Of all the amazing, powerful, horrible, inspiring things I learned in the 20th-century Russian history course I took one semester, this one fact was what stuck with me most:

They changed all the street and city names to names associated with the Revolution.

I couldn’t imagine what it would be like to see your town suddenly become an entirely new place, where every street that used to call forth that place’s history suddenly became associated with people and events that were thousands of miles away, to see people murdered by the thousands and to see all memory of them erased from a landscape.

Somehow, this one fact helped me understand the totality of the horror Stalin exacted on his country.

Then, yesterday, when I heard George Clooney’s character say that destroying a people’s history is like erasing them, I remembered the name changes in the USSR . . . and I remembered the people who were enslaved here in the United States, how we erase their memories, too, by ellision and deliberate ignorance.
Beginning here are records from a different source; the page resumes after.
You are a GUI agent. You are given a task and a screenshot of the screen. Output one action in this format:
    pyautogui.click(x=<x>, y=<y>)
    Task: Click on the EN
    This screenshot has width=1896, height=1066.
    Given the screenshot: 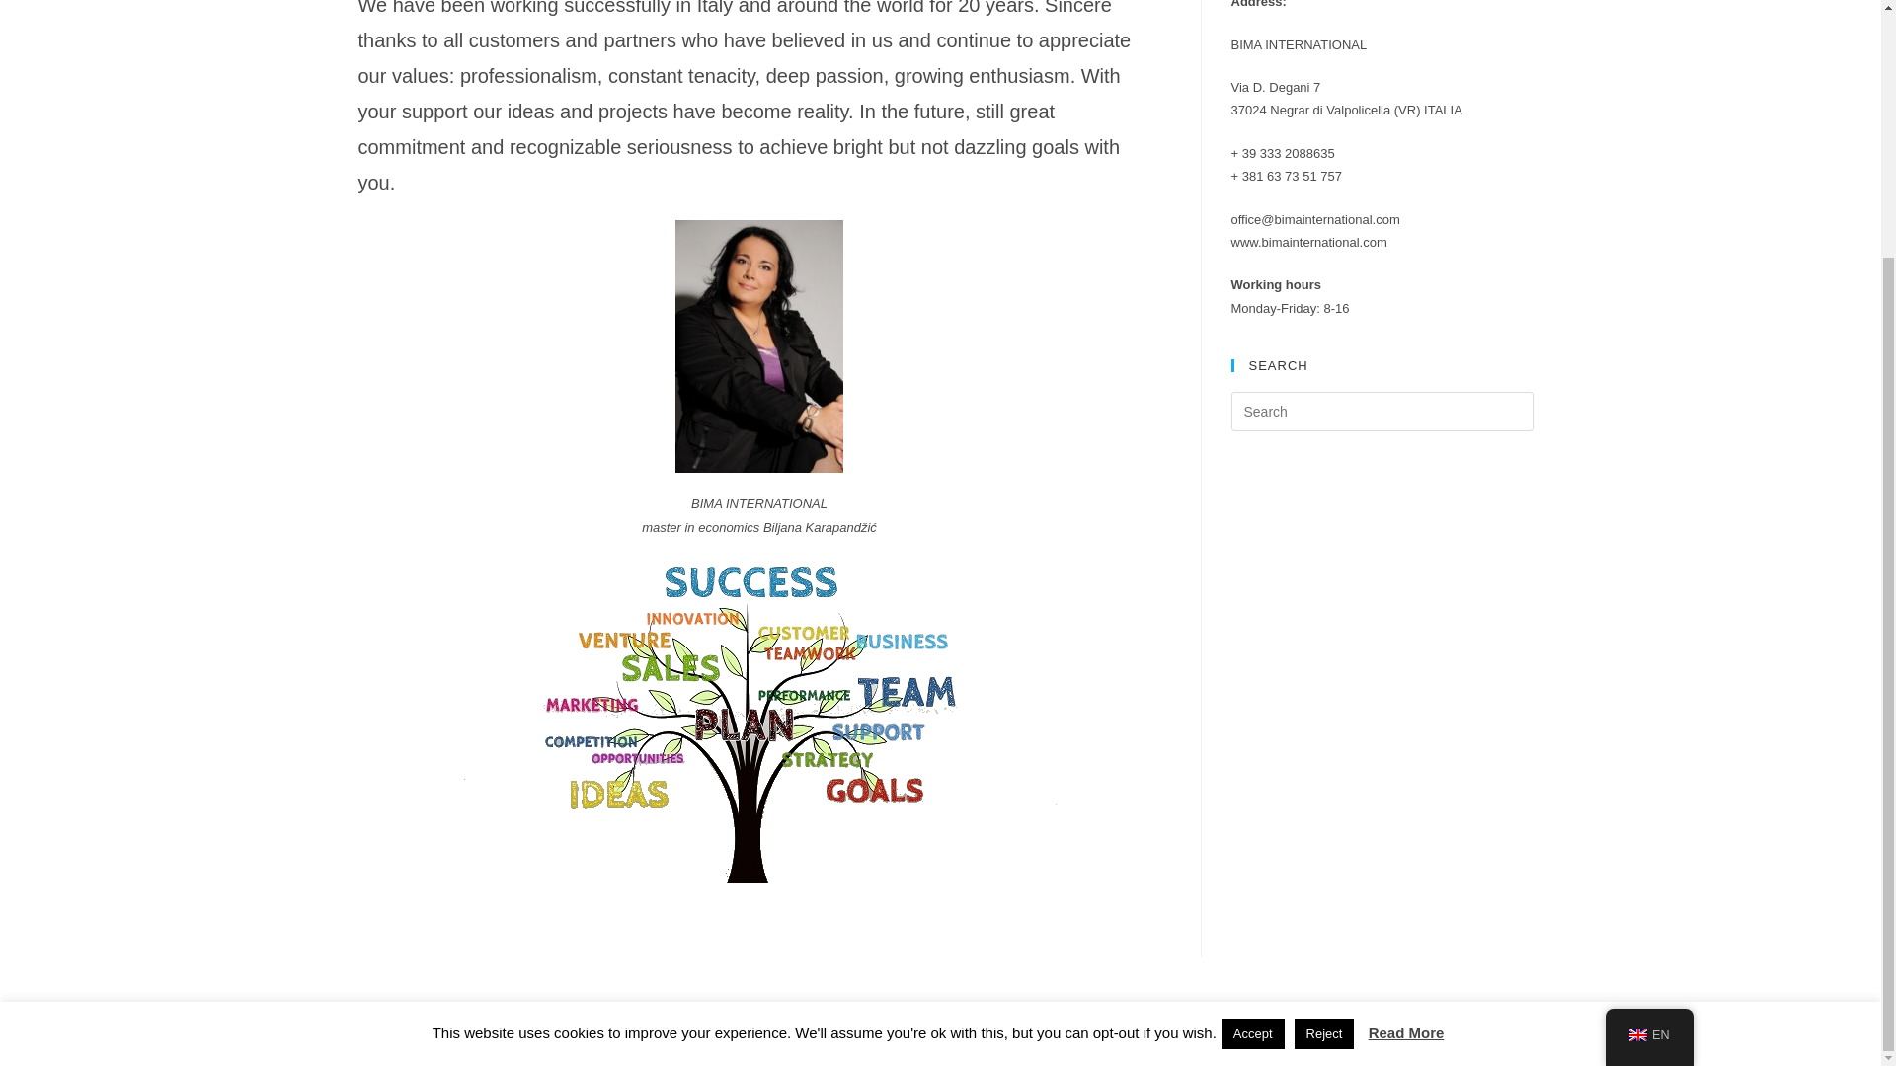 What is the action you would take?
    pyautogui.click(x=1649, y=709)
When we neglect to point out that it was Paul Jennings, a man enslaved to Dolley Madison and her husband, who actually took the great portrait of George Washington off the wall to save it from being burned in the War of 1812, when we talk about how Jefferson built Monticello and don’t mention that he didn’t build anything but just enslaved enough people to have his great home built, when we ignore the fact that our country was built on the backs of slave labor, that our very Capitol building was constructed by enslaved human beings . . . we erase the history of African Americans in the United States just the same way Lenin and Stalin tried to erase much of Russian history in the USSR, just the same way Hitler tried to erase Jewish, gay, Roma history in Europe.

Sometimes in our shame – and our delusion – about antebellum slavery in the U.S., we downplay the amazing contributions of enslaved people.  In our desire to forget this horrible history, in our wish that it hadn’t happened, in our longing to “get past this,” we forget and refuse to look, to really see how very much these incredible people brought us – from great musical traditions, to incredible architecture, to powerful literature, to the very food we eat.  We owe a great portion of what we consider to be “American” to enslaved African Americans.

Until we actively remember their history alongside the history of people like Dolly Madison and Thomas Jefferson, until we celebrate their accomplishments like we do the Pilgrims, until we honor them with street names and their names etched into the side of old buildings, we veritably destroy their history; we erase them from OUR story.  And that’s a shame, a horrible shame.

What were you taught about the contributions of enslaved African Americans?